I nodded. “You told me once I was brokenhearted, and you’re right. There was a woman. She gone forever, and I feel awful all the time. The pain is unrelenting, and it’s very tempting to give in, to allow myself to go crazy, or to allow someone to kill me.”
She crossed the kitchen to stand in front of me. She took my hand in hers. “I wish I could do more than say I’m sorry.”
“You can. But not the way you mean. Tell me what those men want. Let me help you. Give me something I can fight for.”
“I…I want to do that, Malcolm. I want to trust you. I know I need help. I mean, obviously, I do need help. And I feel alone all the time. I’m so tired of feeling alone. But there are things I…I just…it’s just very hard to know what I should do.”
I drew in a deep breath. I let it out and said, “I know who you are, Olivia. I know you’re Alejandra’s daughter.”
She removed her hand from mine.
I said, “I went to Guatemala. I met your father. I know how he’s living, and I know he doesn’t have to live that way. He has money in the bank, and it’s the same amount of money your mother took as ransom for Doña Elena. It’s obvious that’s where he got it, and it’s obvious he’s a good man, because he won’t spend it.”
“No,” she said, crossing her arms back over her chest. “I sent him most of that money. Doña Elena is very generous with my salary, and I don’t spend much on myself. I’ve been sending him money every month.”
“Okay. Good. You’re opening up a little. Now tell me the rest.”
She stared at me. She looked down at the floor. “All right.”
44
We went into the living room. I settled onto the sofa, thinking she would want to sit beside me, but she chose the upholstered chair. There was no need for me to ask her questions.
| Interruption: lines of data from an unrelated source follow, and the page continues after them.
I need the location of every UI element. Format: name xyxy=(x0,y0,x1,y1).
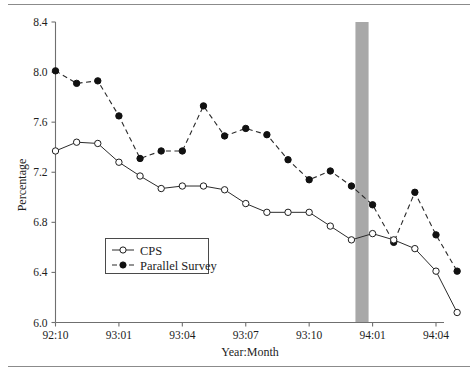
data-point xyxy=(137,173,143,179)
x-tick-label: 93:10 xyxy=(296,329,322,341)
data-point xyxy=(95,140,101,146)
highlight-band xyxy=(355,22,368,323)
data-point xyxy=(179,148,185,154)
data-point xyxy=(73,80,79,86)
legend-marker-cps xyxy=(120,247,126,253)
x-tick-label: 93:04 xyxy=(169,329,195,341)
data-point xyxy=(306,209,312,215)
data-point xyxy=(116,159,122,165)
data-point xyxy=(454,309,460,315)
data-point xyxy=(116,113,122,119)
data-point xyxy=(137,155,143,161)
data-point xyxy=(391,237,397,243)
data-point xyxy=(264,209,270,215)
x-tick-label: 93:07 xyxy=(233,329,259,341)
y-tick-label: 6.0 xyxy=(33,317,48,329)
data-point xyxy=(412,189,418,195)
line-chart: 6.06.46.87.27.68.08.4 92:1093:0193:0493:… xyxy=(0,0,476,379)
data-point xyxy=(348,237,354,243)
data-point xyxy=(179,183,185,189)
legend-marker-parallel-survey xyxy=(120,262,126,268)
x-tick-label: 93:01 xyxy=(106,329,132,341)
y-tick-label: 7.2 xyxy=(33,166,48,178)
y-tick-group: 6.06.46.87.27.68.08.4 xyxy=(33,16,55,329)
data-point xyxy=(52,68,58,74)
y-tick-label: 6.8 xyxy=(33,216,48,228)
y-axis: 6.06.46.87.27.68.08.4 xyxy=(33,16,55,329)
x-tick-group: 92:1093:0193:0493:0793:1094:0194:04 xyxy=(42,323,449,341)
data-point xyxy=(221,133,227,139)
data-point xyxy=(200,183,206,189)
data-point xyxy=(158,148,164,154)
data-point xyxy=(369,202,375,208)
data-point xyxy=(454,268,460,274)
figure-page: 6.06.46.87.27.68.08.4 92:1093:0193:0493:… xyxy=(0,0,476,379)
data-point xyxy=(327,168,333,174)
data-point xyxy=(243,125,249,131)
legend-label-parallel-survey: Parallel Survey xyxy=(140,259,217,273)
y-tick-label: 8.0 xyxy=(33,66,48,78)
data-point xyxy=(306,177,312,183)
data-point xyxy=(369,230,375,236)
data-point xyxy=(95,78,101,84)
legend: CPS Parallel Survey xyxy=(106,239,218,274)
data-point xyxy=(327,223,333,229)
chart-annotations xyxy=(355,22,368,323)
x-tick-label: 94:01 xyxy=(359,329,385,341)
legend-label-cps: CPS xyxy=(140,244,162,258)
y-tick-label: 6.4 xyxy=(33,266,48,278)
data-point xyxy=(158,185,164,191)
x-tick-label: 92:10 xyxy=(42,329,68,341)
series-line-cps xyxy=(56,142,458,312)
y-tick-label: 8.4 xyxy=(33,16,48,28)
data-point xyxy=(52,148,58,154)
data-point xyxy=(73,139,79,145)
data-point xyxy=(433,268,439,274)
series-markers-cps xyxy=(52,139,460,316)
x-axis: 92:1093:0193:0493:0793:1094:0194:04 xyxy=(42,323,449,341)
data-point xyxy=(264,131,270,137)
data-point xyxy=(285,209,291,215)
data-point xyxy=(243,200,249,206)
x-tick-label: 94:04 xyxy=(423,329,449,341)
data-point xyxy=(433,232,439,238)
data-point xyxy=(348,183,354,189)
data-point xyxy=(200,103,206,109)
y-axis-title: Percentage xyxy=(15,159,29,212)
data-point xyxy=(221,187,227,193)
series-group xyxy=(52,68,460,316)
x-axis-title: Year:Month xyxy=(221,345,278,359)
y-tick-label: 7.6 xyxy=(33,116,48,128)
data-point xyxy=(285,157,291,163)
data-point xyxy=(412,245,418,251)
Once she started talking, it poured out like a flood over a broken dam.
“I was a senior at Belmont High School in LA when my mother kidnapped Doña Elena. My father came and took me out of class that day, and we went to the apartment and watched it on the television set. Even when they showed the video of my mother standing behind Doña Elena with the gun, Papa wouldn’t believe it. I remember he kept saying ‘No’ over and over to the television, and a couple of times, he said, ‘That’s not her,’ but anyone could that see it was her.
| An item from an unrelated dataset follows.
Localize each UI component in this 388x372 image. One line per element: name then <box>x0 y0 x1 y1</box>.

“When the police came, they took Papa into a bedroom and left me out in the living room. They asked me all kinds of things about my mother. Did she talk about politics a lot? Did she talk about her job? What did she say about Doña Elena and Arturo Toledo? Was she angry with them for some reason? Did my parents have some special need for money? Was I sick? Was my father or my mother sick? The questions went on and on. They asked me where I was born and when, and I knew they were asking that because they wanted to know if I was an American citizen. I remember my father started shouting in the next room, telling them to get out of his house. Papa made them leave, and I was proud of him for that, but I was also scared. I knew they would make my parents leave the country, no matter what else happened.
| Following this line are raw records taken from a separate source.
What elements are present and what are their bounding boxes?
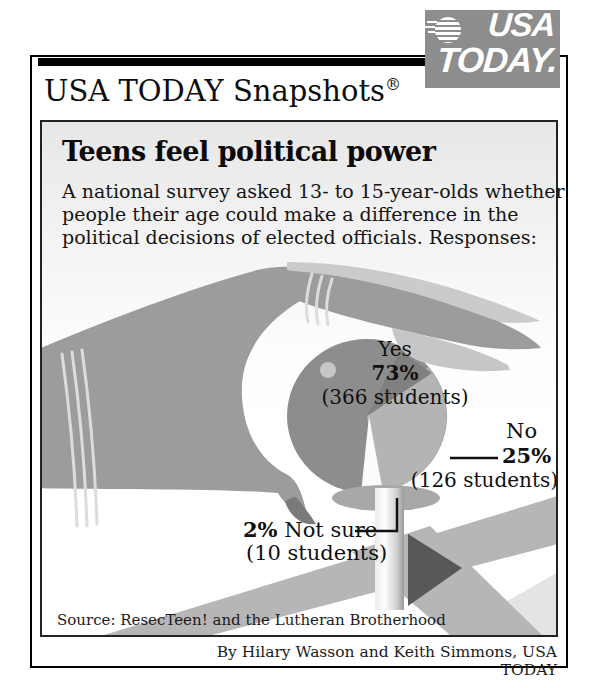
- byline: By Hilary Wasson and Keith Simmons, USA …: [200, 643, 557, 679]
- logo-today-text: TODAY.: [436, 40, 559, 80]
- label-not-sure: 2% Not sure: [243, 517, 377, 542]
- label-yes: Yes 73% (366 students): [315, 337, 475, 409]
- yes-name: Yes: [315, 337, 475, 361]
- not-sure-detail: (10 students): [246, 541, 387, 565]
- yes-value: 73%: [315, 361, 475, 385]
- logo-speedline-icon: [425, 26, 435, 28]
- logo-speedline-icon: [427, 21, 437, 23]
- snapshots-header-text: USA TODAY Snapshots: [44, 74, 385, 108]
- source-credit: Source: ResecTeen! and the Lutheran Brot…: [57, 611, 446, 629]
- no-detail: (126 students): [402, 468, 558, 492]
- logo-usa-text: USA: [487, 6, 556, 44]
- header-black-bar: [38, 58, 426, 66]
- snapshots-header: USA TODAY Snapshots®: [44, 74, 401, 108]
- not-sure-name: Not sure: [284, 518, 377, 542]
- not-sure-value: 2%: [243, 517, 278, 542]
- no-name: No: [506, 419, 537, 443]
- usa-today-logo: USA TODAY.: [425, 10, 560, 88]
- yes-detail: (366 students): [315, 385, 475, 409]
- no-value: 25%: [502, 443, 551, 468]
- registered-mark: ®: [385, 75, 401, 94]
“After the murder, all those videos and what my mother did to Toledo, Papa still wouldn’t believe it. He never once admitted that my mother had gone crazy. When Doña Elena told the police she heard my mother talking to some men at that place where they held her, Papa said the URNG must have forced my mother to do it. Papa wouldn’t go to work. He said he had to be there when she came home. He sat in the living room for weeks and waited. He checked the telephone sometimes. He picked it up and listened to make sure there was a dial tone. But she never called and she never came. My mother was done with us. The only ones who came were immigration.
“Papa was a wreck. When we got to Guatemala, his sister and her husband took us in at first, and then we moved to an apartment. The one where he is now. He didn’t try to find work. He hardly ever went outside. He just sat there by the phone all day, waiting for a call. Then he started drinking.
“He had some money saved, I guess, because he said I had to go to college. He said when my mother came home, she would be angry with him if he let me stay there. They had always planned for me to get a college education, like he did. Papa’s a civil engineer. Or he was. But he wouldn’t let me go to school in America. He hates America now. He made plans to send me to a university in Valencia.”